A strong easterly wave left the African coast on Tuesday and has continued to show signs of organization since then. As of Friday morning, it is centered near 30°W longitude, or about 2100 miles east of the southern Windward Islands. The National Hurricane Center is giving it a 60% probability of becoming at least a tropical depression in the next five days. It could become a concern for the Caribbean in 5-10 days. It is currently tagged as Invest 94L, but the next name on the list is Bonnie.
If you think it's awfully early to be looking to Africa for tropical cyclone development, you are exactly right! Last year, Elsa formed in the deep tropics from an African easterly wave on June 30, and in 2018, Beryl formed on July 4 in a similar location. But it's quite rare to have a "successful" easterly wave so early in the season, so the odds are climatologically against this one making it.
However, ocean temperatures in that area are plenty warm to fuel its development... roughly 28°C -- and that will remain the case as it treks west-northwest. I circled its approximate location on the map below for reference. A rough rule of thumb is that tropical cyclones can develop and intensify with ocean temperatures of 26°C or above, and the warmer it is, the more energy they have to work with.
One of big reasons these African easterly waves don't usually start developing so early is large amounts of dry dusty air stream off the continent and cover the deep tropics for much of June and July, suppressing and choking off these nascent cyclones. But this one is sneaking through at a really low latitude, so it's well south of the Saharan air (indicated by the orange and red shading here).
Models are in surprisingly good agreement on it developing, and on it continuing to track west-northwest for at least the next five days. At this rate, it would reach the Windward Islands sometime around June 29, possibly as a tropical storm. Beyond that, the uncertainty naturally increases substantially, but it should remain in the Caribbean for a few days.
Then as you can see in the two ensemble maps here (American above, European below), scenarios include a turn to the northwest or maintaining that west-northwest heading until it reaches Central America. A notable number of ensemble members from both models bring it up to hurricane intensity in the longer range, so it's worth monitoring that trend.
Over the past fifty years, the average date of the second named storm formation is July 24, so if this develops, its location and date would be fairly typical in a month from now.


ACTION ITEM:
Images in the records should be skipped while the rest is transcribed verbatim.

ENTRIES SHOWN:
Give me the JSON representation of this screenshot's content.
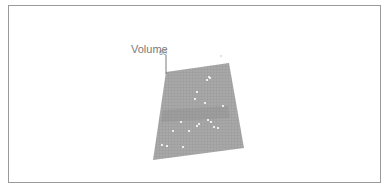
{
  "chart_data": {
    "type": "scatter3d",
    "title": "",
    "axes": {
      "z": {
        "label": "Volume",
        "visible_ticks": [
          "60"
        ]
      },
      "x": {
        "label": ""
      },
      "y": {
        "label": ""
      }
    },
    "surface": {
      "type": "regression-plane",
      "color": "#9a9a9a",
      "corners_px": [
        [
          166,
          72
        ],
        [
          229,
          63
        ],
        [
          244,
          148
        ],
        [
          153,
          160
        ]
      ]
    },
    "points_px": [
      [
        209,
        77
      ],
      [
        207,
        80
      ],
      [
        210,
        78
      ],
      [
        197,
        92
      ],
      [
        195,
        99
      ],
      [
        205,
        103
      ],
      [
        181,
        122
      ],
      [
        199,
        124
      ],
      [
        208,
        120
      ],
      [
        197,
        126
      ],
      [
        211,
        122
      ],
      [
        214,
        127
      ],
      [
        173,
        131
      ],
      [
        189,
        131
      ],
      [
        162,
        145
      ],
      [
        167,
        146
      ],
      [
        183,
        147
      ],
      [
        223,
        106
      ],
      [
        218,
        128
      ]
    ],
    "point_color": "#ffffff",
    "grid": true,
    "legend": null
  },
  "labels": {
    "z_axis_title": "Volume",
    "z_tick_top": "60"
  },
  "colors": {
    "frame_border": "#9a9a9a",
    "surface": "#9a9a9a",
    "surface_band": "#8a8a8a",
    "axis": "#7a7a7a",
    "text": "#7a7a7a"
  }
}
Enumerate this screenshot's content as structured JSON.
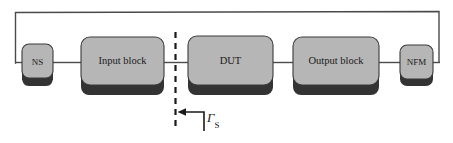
{
  "figure": {
    "type": "block-diagram",
    "background_color": "#ffffff"
  },
  "style": {
    "block_fill": "#b6b6b6",
    "block_stroke": "#3a3a3a",
    "block_shadow": "#333333",
    "wire_color": "#4a4a4a",
    "dashed_color": "#1a1a1a",
    "text_color": "#1a1a1a"
  },
  "blocks": [
    {
      "id": "ns",
      "label": "NS",
      "x": 22,
      "y": 44,
      "w": 31,
      "h": 33,
      "shadow_h": 9
    },
    {
      "id": "input",
      "label": "Input block",
      "x": 81,
      "y": 37,
      "w": 83,
      "h": 47,
      "shadow_h": 11
    },
    {
      "id": "dut",
      "label": "DUT",
      "x": 188,
      "y": 36,
      "w": 85,
      "h": 48,
      "shadow_h": 11
    },
    {
      "id": "output",
      "label": "Output block",
      "x": 293,
      "y": 37,
      "w": 86,
      "h": 47,
      "shadow_h": 11
    },
    {
      "id": "nfm",
      "label": "NFM",
      "x": 400,
      "y": 45,
      "w": 33,
      "h": 33,
      "shadow_h": 9
    }
  ],
  "connections": [
    {
      "id": "ns-to-input",
      "from": "ns",
      "to": "input"
    },
    {
      "id": "input-to-dut",
      "from": "input",
      "to": "dut"
    },
    {
      "id": "dut-to-output",
      "from": "dut",
      "to": "output"
    },
    {
      "id": "output-to-nfm",
      "from": "output",
      "to": "nfm"
    },
    {
      "id": "feedback-loop",
      "from": "nfm",
      "to": "ns",
      "routing": "top"
    }
  ],
  "reference_plane": {
    "id": "gamma-s-plane",
    "style": "dashed",
    "x": 175,
    "y_top": 32,
    "y_bottom": 131
  },
  "annotation": {
    "symbol": "Γ",
    "subscript": "S",
    "full_label": "ΓS",
    "arrow_direction": "left",
    "points_to": "gamma-s-plane"
  }
}
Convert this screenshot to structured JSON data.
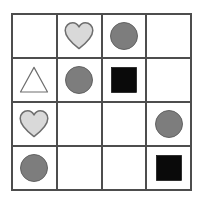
{
  "canvas": {
    "width": 203,
    "height": 204,
    "background": "#ffffff"
  },
  "grid": {
    "name": "shape-grid",
    "rows": 4,
    "columns": 4,
    "line_color": "#4d4d4d",
    "line_width_px": 2,
    "cell_background": "#ffffff"
  },
  "palette": {
    "heart_fill": "#d9d9d9",
    "heart_stroke": "#6e6e6e",
    "circle_fill": "#7d7d7d",
    "circle_stroke": "#5a5a5a",
    "square_fill": "#0a0a0a",
    "square_stroke": "#0a0a0a",
    "triangle_fill": "#ffffff",
    "triangle_stroke": "#6e6e6e"
  },
  "cells": [
    {
      "row": 1,
      "col": 1,
      "shape": "none",
      "label": "empty cell"
    },
    {
      "row": 1,
      "col": 2,
      "shape": "heart",
      "label": "light gray heart"
    },
    {
      "row": 1,
      "col": 3,
      "shape": "circle",
      "label": "gray circle"
    },
    {
      "row": 1,
      "col": 4,
      "shape": "none",
      "label": "empty cell"
    },
    {
      "row": 2,
      "col": 1,
      "shape": "triangle",
      "label": "white outlined triangle"
    },
    {
      "row": 2,
      "col": 2,
      "shape": "circle",
      "label": "gray circle"
    },
    {
      "row": 2,
      "col": 3,
      "shape": "square",
      "label": "black square"
    },
    {
      "row": 2,
      "col": 4,
      "shape": "none",
      "label": "empty cell"
    },
    {
      "row": 3,
      "col": 1,
      "shape": "heart",
      "label": "light gray heart"
    },
    {
      "row": 3,
      "col": 2,
      "shape": "none",
      "label": "empty cell"
    },
    {
      "row": 3,
      "col": 3,
      "shape": "none",
      "label": "empty cell"
    },
    {
      "row": 3,
      "col": 4,
      "shape": "circle",
      "label": "gray circle"
    },
    {
      "row": 4,
      "col": 1,
      "shape": "circle",
      "label": "gray circle"
    },
    {
      "row": 4,
      "col": 2,
      "shape": "none",
      "label": "empty cell"
    },
    {
      "row": 4,
      "col": 3,
      "shape": "none",
      "label": "empty cell"
    },
    {
      "row": 4,
      "col": 4,
      "shape": "square",
      "label": "black square"
    }
  ]
}
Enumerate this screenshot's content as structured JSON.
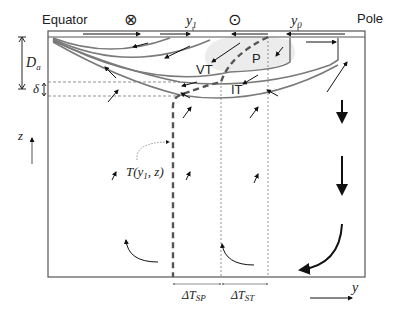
{
  "diagram": {
    "title_left": "Equator",
    "title_right": "Pole",
    "symbol_into_page": "⊗",
    "symbol_out_of_page": "⊙",
    "y1_label": "y",
    "y1_sub": "1",
    "y0_label": "y",
    "y0_sub": "0",
    "Da_label": "D",
    "Da_sub": "a",
    "delta_label": "δ",
    "z_label": "z",
    "y_axis_label": "y",
    "temperature_label": "T(y",
    "temperature_sub": "1",
    "temperature_tail": ", z)",
    "region_VT": "VT",
    "region_P": "P",
    "region_IT": "IT",
    "dT_SP_prefix": "ΔT",
    "dT_SP_sub": "SP",
    "dT_ST_prefix": "ΔT",
    "dT_ST_sub": "ST",
    "colors": {
      "line_gray": "#7a7a7a",
      "box": "#555555",
      "arrow": "#111111",
      "shade": "#ececec"
    }
  }
}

WRITTEN ANSWER:
Give me the JSON representation of this screenshot's content.
{
  "chart_data": {
    "type": "scatter3d",
    "title": "",
    "axes": {
      "z": {
        "label": "Volume",
        "visible_ticks": [
          "60"
        ]
      },
      "x": {
        "label": ""
      },
      "y": {
        "label": ""
      }
    },
    "surface": {
      "type": "regression-plane",
      "color": "#9a9a9a",
      "corners_px": [
        [
          166,
          72
        ],
        [
          229,
          63
        ],
        [
          244,
          148
        ],
        [
          153,
          160
        ]
      ]
    },
    "points_px": [
      [
        209,
        77
      ],
      [
        207,
        80
      ],
      [
        210,
        78
      ],
      [
        197,
        92
      ],
      [
        195,
        99
      ],
      [
        205,
        103
      ],
      [
        181,
        122
      ],
      [
        199,
        124
      ],
      [
        208,
        120
      ],
      [
        197,
        126
      ],
      [
        211,
        122
      ],
      [
        214,
        127
      ],
      [
        173,
        131
      ],
      [
        189,
        131
      ],
      [
        162,
        145
      ],
      [
        167,
        146
      ],
      [
        183,
        147
      ],
      [
        223,
        106
      ],
      [
        218,
        128
      ]
    ],
    "point_color": "#ffffff",
    "grid": true,
    "legend": null
  },
  "labels": {
    "z_axis_title": "Volume",
    "z_tick_top": "60"
  },
  "colors": {
    "frame_border": "#9a9a9a",
    "surface": "#9a9a9a",
    "surface_band": "#8a8a8a",
    "axis": "#7a7a7a",
    "text": "#7a7a7a"
  }
}
Enumerate this screenshot's content as structured JSON.
{
  "figure": {
    "type": "block-diagram",
    "background_color": "#ffffff"
  },
  "style": {
    "block_fill": "#b6b6b6",
    "block_stroke": "#3a3a3a",
    "block_shadow": "#333333",
    "wire_color": "#4a4a4a",
    "dashed_color": "#1a1a1a",
    "text_color": "#1a1a1a"
  },
  "blocks": [
    {
      "id": "ns",
      "label": "NS",
      "x": 22,
      "y": 44,
      "w": 31,
      "h": 33,
      "shadow_h": 9
    },
    {
      "id": "input",
      "label": "Input block",
      "x": 81,
      "y": 37,
      "w": 83,
      "h": 47,
      "shadow_h": 11
    },
    {
      "id": "dut",
      "label": "DUT",
      "x": 188,
      "y": 36,
      "w": 85,
      "h": 48,
      "shadow_h": 11
    },
    {
      "id": "output",
      "label": "Output block",
      "x": 293,
      "y": 37,
      "w": 86,
      "h": 47,
      "shadow_h": 11
    },
    {
      "id": "nfm",
      "label": "NFM",
      "x": 400,
      "y": 45,
      "w": 33,
      "h": 33,
      "shadow_h": 9
    }
  ],
  "connections": [
    {
      "id": "ns-to-input",
      "from": "ns",
      "to": "input"
    },
    {
      "id": "input-to-dut",
      "from": "input",
      "to": "dut"
    },
    {
      "id": "dut-to-output",
      "from": "dut",
      "to": "output"
    },
    {
      "id": "output-to-nfm",
      "from": "output",
      "to": "nfm"
    },
    {
      "id": "feedback-loop",
      "from": "nfm",
      "to": "ns",
      "routing": "top"
    }
  ],
  "reference_plane": {
    "id": "gamma-s-plane",
    "style": "dashed",
    "x": 175,
    "y_top": 32,
    "y_bottom": 131
  },
  "annotation": {
    "symbol": "Γ",
    "subscript": "S",
    "full_label": "ΓS",
    "arrow_direction": "left",
    "points_to": "gamma-s-plane"
  }
}
Convert this screenshot to structured JSON data.
{
  "canvas": {
    "width": 203,
    "height": 204,
    "background": "#ffffff"
  },
  "grid": {
    "name": "shape-grid",
    "rows": 4,
    "columns": 4,
    "line_color": "#4d4d4d",
    "line_width_px": 2,
    "cell_background": "#ffffff"
  },
  "palette": {
    "heart_fill": "#d9d9d9",
    "heart_stroke": "#6e6e6e",
    "circle_fill": "#7d7d7d",
    "circle_stroke": "#5a5a5a",
    "square_fill": "#0a0a0a",
    "square_stroke": "#0a0a0a",
    "triangle_fill": "#ffffff",
    "triangle_stroke": "#6e6e6e"
  },
  "cells": [
    {
      "row": 1,
      "col": 1,
      "shape": "none",
      "label": "empty cell"
    },
    {
      "row": 1,
      "col": 2,
      "shape": "heart",
      "label": "light gray heart"
    },
    {
      "row": 1,
      "col": 3,
      "shape": "circle",
      "label": "gray circle"
    },
    {
      "row": 1,
      "col": 4,
      "shape": "none",
      "label": "empty cell"
    },
    {
      "row": 2,
      "col": 1,
      "shape": "triangle",
      "label": "white outlined triangle"
    },
    {
      "row": 2,
      "col": 2,
      "shape": "circle",
      "label": "gray circle"
    },
    {
      "row": 2,
      "col": 3,
      "shape": "square",
      "label": "black square"
    },
    {
      "row": 2,
      "col": 4,
      "shape": "none",
      "label": "empty cell"
    },
    {
      "row": 3,
      "col": 1,
      "shape": "heart",
      "label": "light gray heart"
    },
    {
      "row": 3,
      "col": 2,
      "shape": "none",
      "label": "empty cell"
    },
    {
      "row": 3,
      "col": 3,
      "shape": "none",
      "label": "empty cell"
    },
    {
      "row": 3,
      "col": 4,
      "shape": "circle",
      "label": "gray circle"
    },
    {
      "row": 4,
      "col": 1,
      "shape": "circle",
      "label": "gray circle"
    },
    {
      "row": 4,
      "col": 2,
      "shape": "none",
      "label": "empty cell"
    },
    {
      "row": 4,
      "col": 3,
      "shape": "none",
      "label": "empty cell"
    },
    {
      "row": 4,
      "col": 4,
      "shape": "square",
      "label": "black square"
    }
  ]
}
Enumerate this screenshot's content as structured JSON.
{
  "diagram": {
    "title_left": "Equator",
    "title_right": "Pole",
    "symbol_into_page": "⊗",
    "symbol_out_of_page": "⊙",
    "y1_label": "y",
    "y1_sub": "1",
    "y0_label": "y",
    "y0_sub": "0",
    "Da_label": "D",
    "Da_sub": "a",
    "delta_label": "δ",
    "z_label": "z",
    "y_axis_label": "y",
    "temperature_label": "T(y",
    "temperature_sub": "1",
    "temperature_tail": ", z)",
    "region_VT": "VT",
    "region_P": "P",
    "region_IT": "IT",
    "dT_SP_prefix": "ΔT",
    "dT_SP_sub": "SP",
    "dT_ST_prefix": "ΔT",
    "dT_ST_sub": "ST",
    "colors": {
      "line_gray": "#7a7a7a",
      "box": "#555555",
      "arrow": "#111111",
      "shade": "#ececec"
    }
  }
}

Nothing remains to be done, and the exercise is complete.